Experimental Design

a) Food rating task. Participants rated all food images and their corresponding Nutri-Scores in terms of taste, health, wanting and perceived caloric content on a continuous scale b) Trial sequence of food choice task. In each trial, participants made a binary choice between two food options represented by food image and corresponding Nutri-Scores; Feedback and fixation-based fixation dots were implemented c) Experimental procedures; blue refers to sated, yellow to hungry condition (order counterbalanced). VAS refers to visual analogue scale used to assess subjective feelings of hunger. PANAS refers to a questionnaire assessing mood (see SOM1). FEV II refers to a questionnaire assessing eating behavior (see SOM2); *indicates that these steps were only required in the first session.

Behavioral Results

a) Manipulation check: The green boxplot displays the difference (hungry-sated) in hunger state at arrival at the lab, yellow and blue boxplots display the difference (last timepointfirst timepoint) in hunger state in the hungry and sated condition, respectively. b) RT quantile plot displaying the cumulative probability of tasty (dashed lines) and healthy choices (solid lines) separately for the two conditions (quantiles are .1, .3, .5, .7, .9 of choices). c) and d) Probability to choose the left option as a function of taste and health value difference (leftright), respectively.
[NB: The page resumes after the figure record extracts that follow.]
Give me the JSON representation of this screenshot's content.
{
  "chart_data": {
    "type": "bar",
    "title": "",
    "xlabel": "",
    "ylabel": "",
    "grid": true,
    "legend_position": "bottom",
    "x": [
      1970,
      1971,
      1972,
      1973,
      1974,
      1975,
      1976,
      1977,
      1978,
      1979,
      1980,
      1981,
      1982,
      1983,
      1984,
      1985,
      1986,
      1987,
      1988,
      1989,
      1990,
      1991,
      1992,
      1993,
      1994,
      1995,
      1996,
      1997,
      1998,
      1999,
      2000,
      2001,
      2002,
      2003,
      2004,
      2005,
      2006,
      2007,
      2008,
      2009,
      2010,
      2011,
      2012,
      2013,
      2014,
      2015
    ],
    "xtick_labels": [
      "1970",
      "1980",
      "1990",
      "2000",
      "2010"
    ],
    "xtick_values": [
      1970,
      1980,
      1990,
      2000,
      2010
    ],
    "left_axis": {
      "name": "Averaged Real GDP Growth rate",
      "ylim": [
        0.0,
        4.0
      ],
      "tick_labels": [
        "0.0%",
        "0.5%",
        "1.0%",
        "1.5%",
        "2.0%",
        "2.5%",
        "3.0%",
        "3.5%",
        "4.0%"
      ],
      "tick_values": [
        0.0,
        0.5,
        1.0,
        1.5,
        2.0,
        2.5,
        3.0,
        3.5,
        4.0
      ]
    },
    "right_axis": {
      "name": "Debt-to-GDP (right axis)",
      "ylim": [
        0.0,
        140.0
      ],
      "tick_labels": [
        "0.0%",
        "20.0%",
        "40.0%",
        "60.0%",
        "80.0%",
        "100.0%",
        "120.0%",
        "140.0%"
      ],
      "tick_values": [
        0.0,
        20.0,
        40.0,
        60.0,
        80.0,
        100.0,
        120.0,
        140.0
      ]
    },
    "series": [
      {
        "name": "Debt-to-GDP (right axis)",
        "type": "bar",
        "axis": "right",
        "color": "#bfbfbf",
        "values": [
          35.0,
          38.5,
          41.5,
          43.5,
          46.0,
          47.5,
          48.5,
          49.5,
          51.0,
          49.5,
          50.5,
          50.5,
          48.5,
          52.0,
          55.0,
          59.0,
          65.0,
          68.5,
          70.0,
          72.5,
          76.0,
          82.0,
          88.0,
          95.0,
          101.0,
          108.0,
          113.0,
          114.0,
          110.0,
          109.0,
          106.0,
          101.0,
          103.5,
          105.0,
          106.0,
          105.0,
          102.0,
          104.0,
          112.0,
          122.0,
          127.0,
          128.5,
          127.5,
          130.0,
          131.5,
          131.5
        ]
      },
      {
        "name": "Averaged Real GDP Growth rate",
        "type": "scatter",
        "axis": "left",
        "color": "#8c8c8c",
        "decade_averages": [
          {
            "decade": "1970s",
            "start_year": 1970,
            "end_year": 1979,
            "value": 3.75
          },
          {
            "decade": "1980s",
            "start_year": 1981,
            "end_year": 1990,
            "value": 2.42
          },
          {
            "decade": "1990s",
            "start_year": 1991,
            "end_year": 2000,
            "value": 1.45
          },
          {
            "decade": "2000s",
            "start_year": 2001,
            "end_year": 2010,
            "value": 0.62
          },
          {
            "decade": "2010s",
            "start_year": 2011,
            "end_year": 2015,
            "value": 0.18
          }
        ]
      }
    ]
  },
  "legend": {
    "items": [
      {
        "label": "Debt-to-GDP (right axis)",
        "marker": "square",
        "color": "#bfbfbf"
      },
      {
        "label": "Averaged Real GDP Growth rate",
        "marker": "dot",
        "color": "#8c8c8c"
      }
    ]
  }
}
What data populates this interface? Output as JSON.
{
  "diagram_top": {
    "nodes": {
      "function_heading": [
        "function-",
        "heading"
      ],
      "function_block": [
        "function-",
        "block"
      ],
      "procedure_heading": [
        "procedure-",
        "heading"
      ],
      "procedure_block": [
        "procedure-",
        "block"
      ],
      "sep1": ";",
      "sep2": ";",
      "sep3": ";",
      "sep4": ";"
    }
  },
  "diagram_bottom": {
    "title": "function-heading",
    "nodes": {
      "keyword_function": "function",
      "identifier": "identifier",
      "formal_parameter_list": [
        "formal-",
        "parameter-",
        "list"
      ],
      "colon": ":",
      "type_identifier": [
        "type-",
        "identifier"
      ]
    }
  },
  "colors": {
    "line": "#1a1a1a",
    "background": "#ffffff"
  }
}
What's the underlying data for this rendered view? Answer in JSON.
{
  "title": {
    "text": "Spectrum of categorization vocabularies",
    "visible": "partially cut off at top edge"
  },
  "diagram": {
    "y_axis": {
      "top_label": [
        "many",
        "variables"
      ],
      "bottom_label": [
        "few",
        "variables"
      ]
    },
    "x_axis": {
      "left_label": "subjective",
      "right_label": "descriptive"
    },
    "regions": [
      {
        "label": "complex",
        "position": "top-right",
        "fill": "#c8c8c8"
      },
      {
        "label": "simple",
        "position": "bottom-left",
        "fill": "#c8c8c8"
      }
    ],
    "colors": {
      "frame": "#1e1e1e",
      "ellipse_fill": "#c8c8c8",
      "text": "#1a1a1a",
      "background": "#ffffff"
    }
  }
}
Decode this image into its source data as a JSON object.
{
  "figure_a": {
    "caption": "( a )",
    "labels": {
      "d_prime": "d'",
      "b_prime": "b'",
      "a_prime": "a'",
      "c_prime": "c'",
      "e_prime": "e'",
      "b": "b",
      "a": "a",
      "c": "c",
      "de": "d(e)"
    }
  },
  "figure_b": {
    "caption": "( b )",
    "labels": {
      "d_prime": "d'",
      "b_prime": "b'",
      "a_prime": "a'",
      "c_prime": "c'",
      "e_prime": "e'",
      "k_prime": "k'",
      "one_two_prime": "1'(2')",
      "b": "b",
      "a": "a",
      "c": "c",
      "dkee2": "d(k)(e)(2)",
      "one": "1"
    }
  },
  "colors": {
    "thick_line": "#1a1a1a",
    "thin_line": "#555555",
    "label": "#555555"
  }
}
Importantly, the dependency of choice on health information was eliminated under hunger. e) and f) Corresponding mean RTs as a function of taste and health value difference, respectively. For illustration purposes, value differences were segmented into 25 bins, and a locally weighted scatterplot smoothing technique was applied with a span of 0.75. Plots c-f) are based on all trials. Transparent shades indicate the standard errors of the smoothed choice probability and RT for the respective value bins (see also Figure S5).

Eye-Tracking Results

a) Dwell time difference between the tasty and healthy option was positively associated with the probability of choosing the tasty option in both conditions. b) The average probability to look at food image (taste attribute) compared to Nutri-Score (health attribute) was even higher in the hungry than sated condition. c) Path diagram with posterior means of the parameters, associated 95%-credible interval in squared brackets.

Quantitative Model Comparison

Posterior Predictive Checks maaDDM2ϕ

Quantile plots of simulated data with fitted parameters of the maaDDM2ϕ in blue (sated) and yellow (hungry) with highest density intervals (HDI) of each quantile (vertical lines) and behavior. Posterior predictive checks were performed by drawing 1000 parameter values from the individual posterior parameter distribution to simulate the new data.
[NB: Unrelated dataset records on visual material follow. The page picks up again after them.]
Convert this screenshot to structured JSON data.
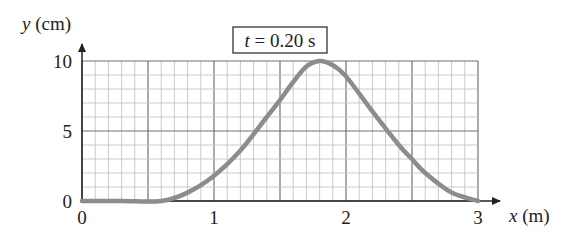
{
  "chart_data": {
    "type": "line",
    "title": "t = 0.20 s",
    "title_parts": {
      "var": "t",
      "rest": " = 0.20 s"
    },
    "xlabel": "x (m)",
    "xlabel_parts": {
      "var": "x",
      "unit": " (m)"
    },
    "ylabel": "y (cm)",
    "ylabel_parts": {
      "var": "y",
      "unit": " (cm)"
    },
    "xlim": [
      0,
      3
    ],
    "ylim": [
      0,
      10
    ],
    "x_ticks": [
      "0",
      "1",
      "2",
      "3"
    ],
    "y_ticks": [
      "0",
      "5",
      "10"
    ],
    "grid": true,
    "grid_minor_x": 0.1,
    "grid_major_x": 0.5,
    "grid_minor_y": 1,
    "grid_major_y": 5,
    "series": [
      {
        "name": "wave pulse",
        "color": "#8c8c8c",
        "x": [
          0,
          0.3,
          0.6,
          0.8,
          1.0,
          1.2,
          1.4,
          1.5,
          1.6,
          1.7,
          1.8,
          1.9,
          2.0,
          2.2,
          2.4,
          2.5,
          2.6,
          2.8,
          3.0
        ],
        "y": [
          0,
          0,
          0,
          0.6,
          1.8,
          3.6,
          6.0,
          7.2,
          8.5,
          9.6,
          10,
          9.7,
          8.9,
          6.4,
          4.0,
          3.0,
          2.0,
          0.6,
          0
        ]
      }
    ]
  }
}
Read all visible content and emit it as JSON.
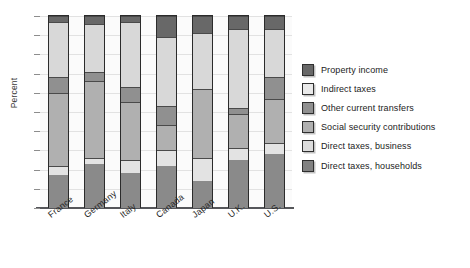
{
  "chart_data": {
    "type": "bar",
    "subtype": "stacked-bar-percent",
    "title": "",
    "xlabel": "",
    "ylabel": "Percent",
    "ylim": [
      0,
      100
    ],
    "grid": true,
    "y_tick_labels": [],
    "y_gridline_count": 10,
    "legend_position": "right",
    "categories": [
      "France",
      "Germany",
      "Italy",
      "Canada",
      "Japan",
      "U.K.",
      "U.S."
    ],
    "series": [
      {
        "name": "Direct taxes, households",
        "color": "#8a8a8a",
        "values": [
          17,
          23,
          18,
          22,
          14,
          25,
          28
        ]
      },
      {
        "name": "Direct taxes, business",
        "color": "#e3e3e3",
        "values": [
          5,
          3,
          7,
          8,
          12,
          6,
          6
        ]
      },
      {
        "name": "Social security contributions",
        "color": "#b0b0b0",
        "values": [
          38,
          40,
          30,
          13,
          36,
          18,
          23
        ]
      },
      {
        "name": "Other current transfers",
        "color": "#909090",
        "values": [
          8,
          5,
          8,
          10,
          0,
          3,
          11
        ]
      },
      {
        "name": "Indirect taxes",
        "color": "#d8d8d8",
        "values": [
          29,
          25,
          34,
          36,
          29,
          41,
          25
        ]
      },
      {
        "name": "Property income",
        "color": "#686868",
        "values": [
          3,
          4,
          3,
          11,
          9,
          7,
          7
        ]
      }
    ]
  },
  "legend": {
    "items": [
      {
        "label": "Property income",
        "color": "#686868"
      },
      {
        "label": "Indirect taxes",
        "color": "#e9e9e9"
      },
      {
        "label": "Other current transfers",
        "color": "#909090"
      },
      {
        "label": "Social security contributions",
        "color": "#b0b0b0"
      },
      {
        "label": "Direct taxes, business",
        "color": "#dcdcdc"
      },
      {
        "label": "Direct taxes, households",
        "color": "#828282"
      }
    ]
  },
  "axes": {
    "y_title": "Percent"
  }
}
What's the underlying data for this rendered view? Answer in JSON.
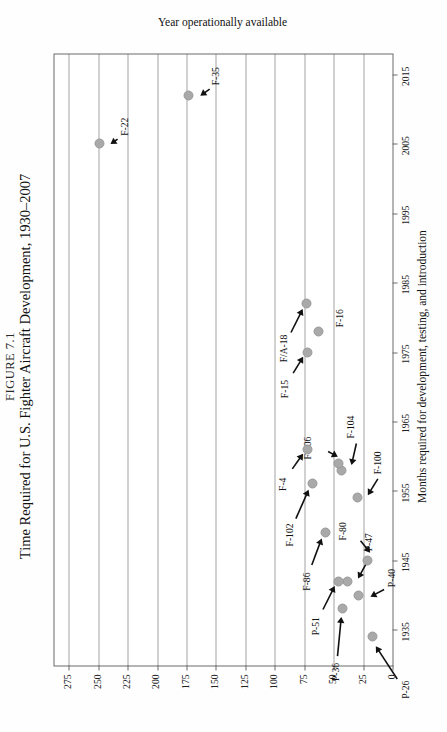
{
  "figure": {
    "number": "FIGURE 7.1",
    "title": "Time Required for U.S. Fighter Aircraft Development, 1930–2007"
  },
  "chart_data": {
    "type": "scatter",
    "title": "Time Required for U.S. Fighter Aircraft Development, 1930–2007",
    "xlabel": "Year operationally available",
    "ylabel": "Months required for development, testing, and introduction",
    "xlim": [
      1930,
      2018
    ],
    "ylim": [
      0,
      287
    ],
    "xticks": [
      1935,
      1945,
      1955,
      1965,
      1975,
      1985,
      1995,
      2005,
      2015
    ],
    "xticklabels": [
      "1935",
      "1945",
      "1955",
      "1965",
      "1975",
      "1985",
      "1995",
      "2005",
      "2015"
    ],
    "yticks": [
      0,
      25,
      50,
      75,
      100,
      125,
      150,
      175,
      200,
      225,
      250,
      275
    ],
    "yticklabels": [
      "0",
      "25",
      "50",
      "75",
      "100",
      "125",
      "150",
      "175",
      "200",
      "225",
      "250",
      "275"
    ],
    "grid": "y-gridlines-dotted",
    "legend": "none",
    "marker": {
      "shape": "circle",
      "color": "#a9a9a9",
      "size": 8
    },
    "points": [
      {
        "label": "P-26",
        "x": 1934,
        "y": 18
      },
      {
        "label": "P-36",
        "x": 1938,
        "y": 43
      },
      {
        "label": "P-40",
        "x": 1940,
        "y": 30
      },
      {
        "label": "P-47",
        "x": 1942,
        "y": 39
      },
      {
        "label": "P-51",
        "x": 1942,
        "y": 47
      },
      {
        "label": "F-80",
        "x": 1945,
        "y": 22
      },
      {
        "label": "F-86",
        "x": 1949,
        "y": 58
      },
      {
        "label": "F-100",
        "x": 1954,
        "y": 31
      },
      {
        "label": "F-102",
        "x": 1956,
        "y": 69
      },
      {
        "label": "F-104",
        "x": 1958,
        "y": 44
      },
      {
        "label": "F-106",
        "x": 1959,
        "y": 47
      },
      {
        "label": "F-4",
        "x": 1961,
        "y": 73
      },
      {
        "label": "F-15",
        "x": 1975,
        "y": 73
      },
      {
        "label": "F-16",
        "x": 1978,
        "y": 64
      },
      {
        "label": "F/A-18",
        "x": 1982,
        "y": 74
      },
      {
        "label": "F-22",
        "x": 2005,
        "y": 250
      },
      {
        "label": "F-35",
        "x": 2012,
        "y": 174
      }
    ]
  },
  "axes": {
    "x_axis_label": "Year operationally available",
    "y_axis_label": "Months required for development, testing, and introduction"
  }
}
Parameter estimates of maaDDM2ϕ

Group parameter estimates (blue = sated, yellow = hungry; left panels) and the effect of hunger state (gray; right panels). Dashed black lines indicate the 95% HDI. a) Estimated taste weights. In both conditions the weight is larger than .5, indicating a higher weight on taste compared to health. This preference was even stronger under hunger. b-f) Parameter estimates of d, nDT, α, θ and ϕT, and the corresponding effects of hunger state. g) Parameter estimates of ϕH and the corresponding effects of hunger state, showing that the attention-driven discounting of health information was amplified under hunger.
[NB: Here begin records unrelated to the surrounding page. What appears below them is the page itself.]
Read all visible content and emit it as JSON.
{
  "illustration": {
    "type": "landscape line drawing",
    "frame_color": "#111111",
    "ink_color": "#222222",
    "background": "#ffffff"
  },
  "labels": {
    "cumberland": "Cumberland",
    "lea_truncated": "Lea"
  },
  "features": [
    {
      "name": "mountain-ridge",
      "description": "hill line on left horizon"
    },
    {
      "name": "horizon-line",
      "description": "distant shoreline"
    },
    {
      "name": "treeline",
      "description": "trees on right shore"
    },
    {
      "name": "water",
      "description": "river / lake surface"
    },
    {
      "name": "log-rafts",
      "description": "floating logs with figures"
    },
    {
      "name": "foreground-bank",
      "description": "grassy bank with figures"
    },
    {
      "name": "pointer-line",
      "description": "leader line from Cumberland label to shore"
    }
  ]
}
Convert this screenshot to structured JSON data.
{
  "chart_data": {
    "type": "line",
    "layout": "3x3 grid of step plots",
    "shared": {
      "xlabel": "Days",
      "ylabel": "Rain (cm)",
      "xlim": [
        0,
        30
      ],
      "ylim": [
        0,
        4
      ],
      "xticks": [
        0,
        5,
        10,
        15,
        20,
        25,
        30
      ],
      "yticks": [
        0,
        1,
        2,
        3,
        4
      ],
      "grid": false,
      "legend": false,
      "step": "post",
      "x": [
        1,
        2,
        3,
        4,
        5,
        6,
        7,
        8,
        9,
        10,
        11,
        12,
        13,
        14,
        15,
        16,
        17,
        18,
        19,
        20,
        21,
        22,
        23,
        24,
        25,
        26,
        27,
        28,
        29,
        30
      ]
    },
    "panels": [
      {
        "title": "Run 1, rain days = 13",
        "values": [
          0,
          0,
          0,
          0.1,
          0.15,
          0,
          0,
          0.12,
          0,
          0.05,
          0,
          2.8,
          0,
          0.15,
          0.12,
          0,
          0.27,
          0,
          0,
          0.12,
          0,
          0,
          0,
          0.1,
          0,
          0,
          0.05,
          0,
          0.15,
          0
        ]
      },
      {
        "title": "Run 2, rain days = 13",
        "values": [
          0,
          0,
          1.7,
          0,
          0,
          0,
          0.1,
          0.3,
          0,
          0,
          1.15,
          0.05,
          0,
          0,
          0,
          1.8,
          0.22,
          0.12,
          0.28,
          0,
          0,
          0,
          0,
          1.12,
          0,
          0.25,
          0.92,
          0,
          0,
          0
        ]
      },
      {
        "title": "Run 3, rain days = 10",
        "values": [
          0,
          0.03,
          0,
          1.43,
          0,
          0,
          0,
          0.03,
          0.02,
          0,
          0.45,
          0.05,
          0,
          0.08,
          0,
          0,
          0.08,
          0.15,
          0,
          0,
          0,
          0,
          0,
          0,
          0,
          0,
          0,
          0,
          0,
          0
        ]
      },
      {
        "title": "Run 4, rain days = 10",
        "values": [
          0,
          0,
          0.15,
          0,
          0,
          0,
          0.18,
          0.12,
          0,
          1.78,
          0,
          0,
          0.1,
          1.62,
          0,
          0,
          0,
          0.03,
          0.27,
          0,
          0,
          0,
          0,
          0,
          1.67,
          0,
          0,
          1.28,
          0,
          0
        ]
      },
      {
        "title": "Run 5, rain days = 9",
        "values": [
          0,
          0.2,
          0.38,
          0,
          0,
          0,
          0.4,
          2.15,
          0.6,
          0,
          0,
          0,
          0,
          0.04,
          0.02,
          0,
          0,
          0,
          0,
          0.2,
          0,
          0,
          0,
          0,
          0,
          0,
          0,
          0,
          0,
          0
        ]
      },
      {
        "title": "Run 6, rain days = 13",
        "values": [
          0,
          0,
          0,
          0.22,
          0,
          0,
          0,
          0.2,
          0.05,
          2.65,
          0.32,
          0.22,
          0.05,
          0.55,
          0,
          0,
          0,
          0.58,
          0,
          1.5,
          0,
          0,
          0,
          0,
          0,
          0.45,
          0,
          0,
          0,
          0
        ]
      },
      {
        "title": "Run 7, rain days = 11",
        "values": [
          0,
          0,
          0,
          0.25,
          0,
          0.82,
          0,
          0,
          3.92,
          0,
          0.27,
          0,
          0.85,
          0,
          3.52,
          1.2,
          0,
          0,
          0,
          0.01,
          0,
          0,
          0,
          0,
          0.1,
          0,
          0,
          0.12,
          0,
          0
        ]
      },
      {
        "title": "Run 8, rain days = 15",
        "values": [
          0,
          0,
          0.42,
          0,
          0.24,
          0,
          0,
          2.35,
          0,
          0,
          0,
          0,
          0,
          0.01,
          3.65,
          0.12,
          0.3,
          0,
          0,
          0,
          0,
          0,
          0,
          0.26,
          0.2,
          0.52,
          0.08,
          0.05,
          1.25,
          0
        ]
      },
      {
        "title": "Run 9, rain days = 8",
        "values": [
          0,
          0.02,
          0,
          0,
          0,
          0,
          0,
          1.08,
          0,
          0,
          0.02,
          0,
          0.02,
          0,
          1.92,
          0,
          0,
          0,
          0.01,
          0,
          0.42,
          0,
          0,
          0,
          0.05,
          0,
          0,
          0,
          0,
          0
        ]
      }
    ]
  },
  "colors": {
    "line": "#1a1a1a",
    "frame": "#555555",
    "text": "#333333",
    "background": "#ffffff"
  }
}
Illustration of the maaDDM2ϕ

The decision-making process underlying choice and RT data as conceived by the maaDDM2ϕ. The decision is assumed to emerge from a noisy evidence-accumulation process commencing from the starting point (β) and terminating at one of the two boundaries (here: 0 = healthy boundary and α = tasty boundary) representing the tasty and healthy choice, respectively. The non-decision time (nDT) reflects processes unrelated to the decision itself, here illustrated as stimulus encoding time. The drift rate represents the rate of evidence accumulation. It is determined by the scaled value difference (VD) of the displayed options, which in turn is given by the taste (T) and health (H) ratings of the options, the relative weight of tastiness ω vs. healthiness (1- ω) as well as the currently attended item on the screen (as illustrated by the differently colored segments and the corresponding images). The coloring scheme of the VD equation shows which part of the equation define the drift rate at any given attended item. Attending to the tasty option (here: chocolate bar with Nutri-Score E), and in particular to its taste information (i.e., the image), increases the drift towards the tasty boundary, while attending to the healthy option (here: cucumber with Nutri-Score B), and in particular to its health information (i.e., the Nutri-Score) increases the drift towards the healthy boundary.